I was toying earlier with implementing split-with
using spec
user=> (require '[clojure.spec :as s])
nil
user=> (defn s-split-with [pred?] (s/cat :left (s/* pred?) :right (s/* any?)))
#'user/s-split-with
user=> (s/conform (s-split-with int?) (range 1e5))
StackOverflowError clojure.lang.RT.get (RT.java:751)
It's greedy so I'd expect all 1e5 to go left
@alexmiller yes, I'd expect that to happen, not at stack overflow
Yeah just thinking through
What if you don't have right?
the regex derivative is keeping track of all possible solutions - in the last case the split could occur anywhere so there are a large number of those (the others do not have that ambiguity)
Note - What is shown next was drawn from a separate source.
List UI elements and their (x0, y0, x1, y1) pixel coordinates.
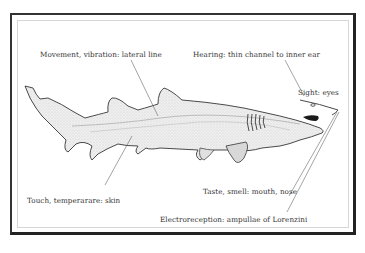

so these are (algorithmically) very different specs
what is ident?
Keyword or symbol
folks I’m a bit confused by something right now, and apologies if this is documented somewhere that I missed:
If I have a spec keyword in namespace x
(`(def ::foo …)`) and then I refer to it via a ref in a separate namespace (`[x :as y]`), I can’t seem to use that ref’ed keyword in a defmethod
(`(defmethod foo :y/foo …)`)
does that make sense? Am I doing something obviously wrong?
This is not working because s/keys is a http://macro.Is there any way to do this?
josesanch: i don’t really think spec wants to be used in that way dynamically. i think it’s somewhat designed to ensure some things are static at useful times.... can you do get-mandatory-fields in a more static way and then validate with a dynamic spec NAME rather than a dynamic spec?
otherwise, your choices are eval (probably not a good idea) or macros (which are going to be static anyway)
Thank you @bbloom. I was thinking about that. In this case I'm validating each field individually
in that case, i suggest using the per-field specs (which presumably already exist?) and a simple loop or map or reduce on top
nice. this is one of the great features of spec vs a traditional type system: you can use it as a building block for other dynamic validations
also, (s/keys) will validate all keys
you could combine that with a check for whether a map contains all the required keys
that could be a custom predicate that built from a set of keys
hm, are you saying like you’d make a wrapper object {:required #{::foo ::bar}, :object {::foo … ::bar …}}
and then validate that with a custom predicate?
I’m saying you could (s/and (s/keys) #(every? req-keys-set (keys %)))
I probably typoed that, but you get the idea
@hiredman yeah I figured it out after a little while…PBKAC. Thanks!